David Quammen, author of the book, The Chip and The River:How AIDS Emerged from an African Forest, reports his version of the history of AIDS virus.
In Cameroon around the year 1908, a hunter became infected with blood from a chimpanzee and was the first known person to catch the disease. Quammen claims that the hunter infected others through sex – and the virus travelled via the Congo to Haiti in the 50s. The virus may have actually reached the U.S. in 1969, via Haiti – but was not diagnosed until 1981, when a study on young gay men with pneumonia identified the syndrome.
He writes ‘It reached drug addicts through shared needles. It reached gay men… by sexual transmission, possibly from an initial contact between two males, an American and a Haitian.’ This is in sync with the obseravtions of many authors who have reported their versions of AIDS history.
Quammen has supported the natural transfer theory (also called 'Hunter Theory' or 'Bushmeat Theory'), the "simplest and most plausible explanation for the cross-species transmission" of Simian immunodeficiency virus (SIV) or Human immunodeficiency virus (HIV) (post mutation), where the virus was transmitted from an ape or monkey to a human when a hunter or bushmeat vendor/handler was bitten or cut while hunting or butchering the animal. He too has discarded the idea of Gaëtan Dugas being the patient zero (patient 0).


Task to complete
Your answer should be the records again, unchanged in wording and free of images.

==== Material provided

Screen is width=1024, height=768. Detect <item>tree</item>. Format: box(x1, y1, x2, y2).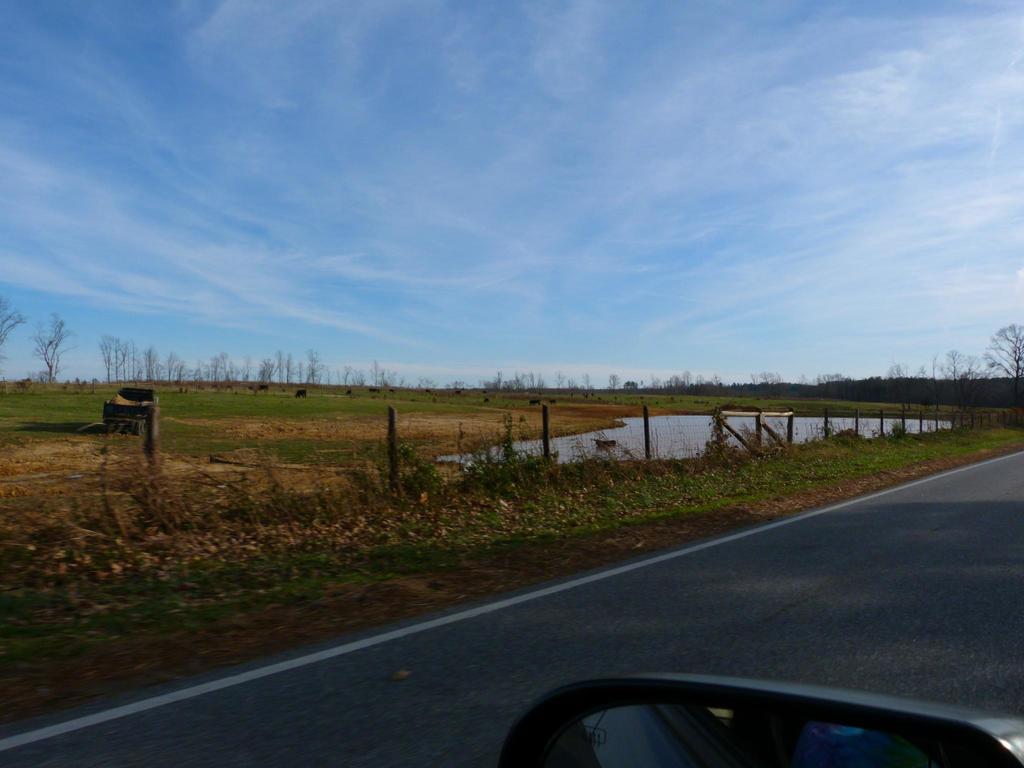
box(746, 365, 778, 388).
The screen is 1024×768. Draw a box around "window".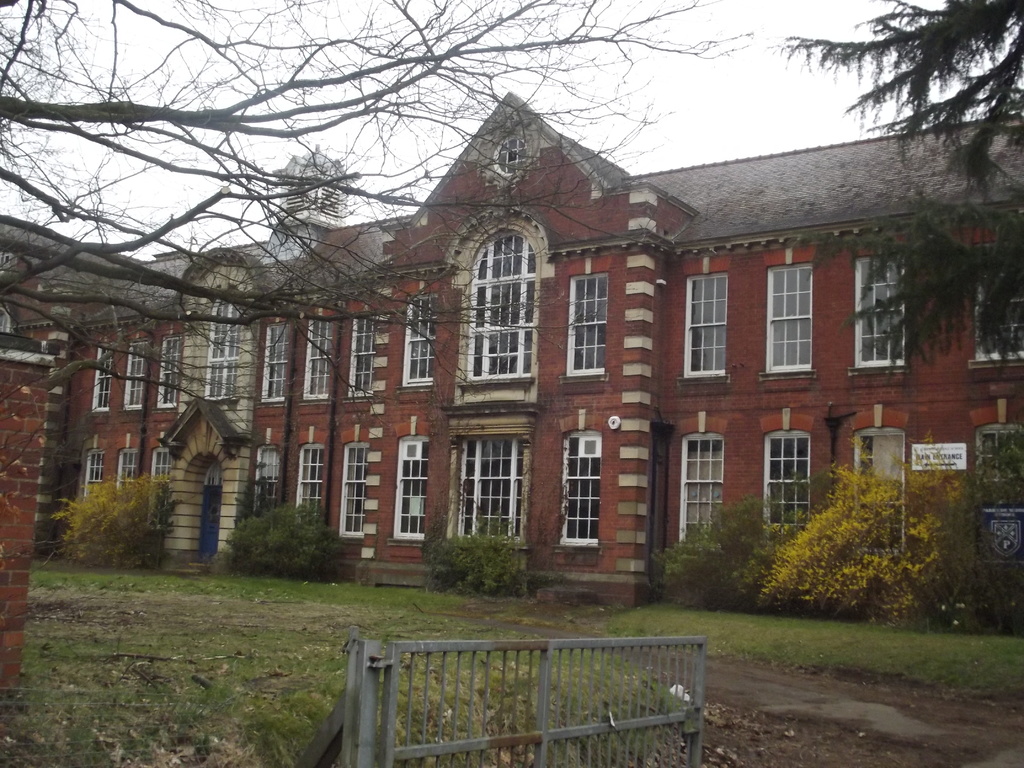
bbox=[686, 273, 732, 377].
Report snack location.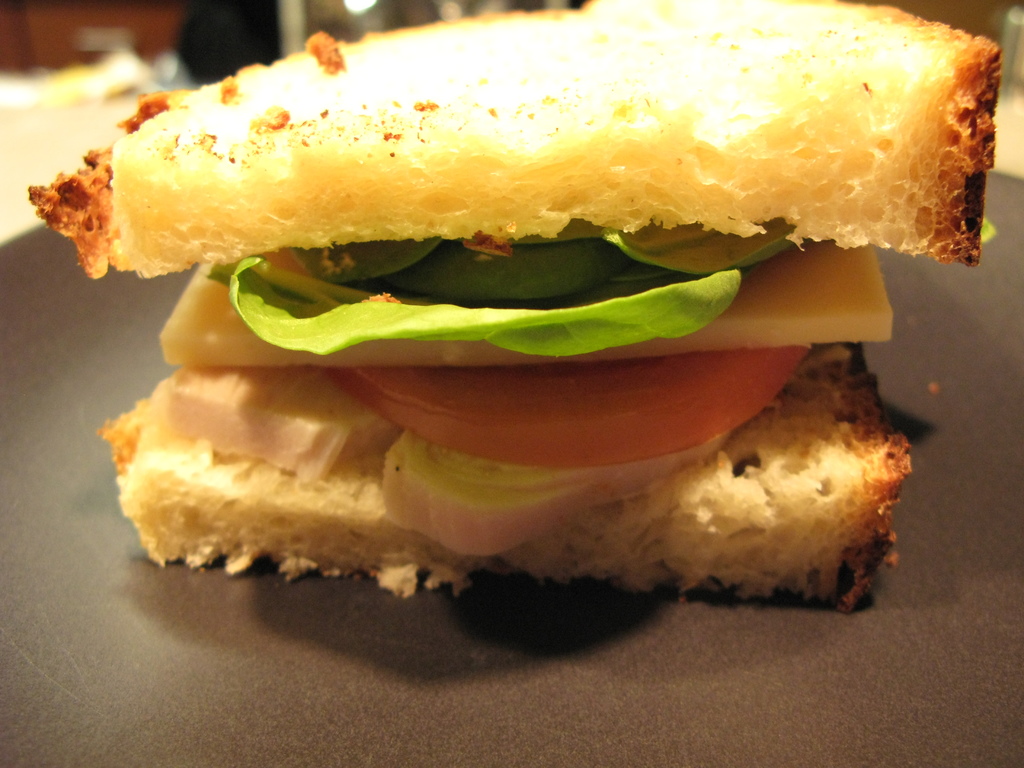
Report: bbox(36, 6, 990, 627).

========

Solution below
Screen is width=1024, height=768. Detect <item>tree</item>. Format: box(x1, y1, x2, y2).
box(746, 365, 778, 388).
The screen is 1024×768. Draw a box around "window".
bbox=[686, 273, 732, 377].
Report snack location.
Report: bbox(36, 6, 990, 627).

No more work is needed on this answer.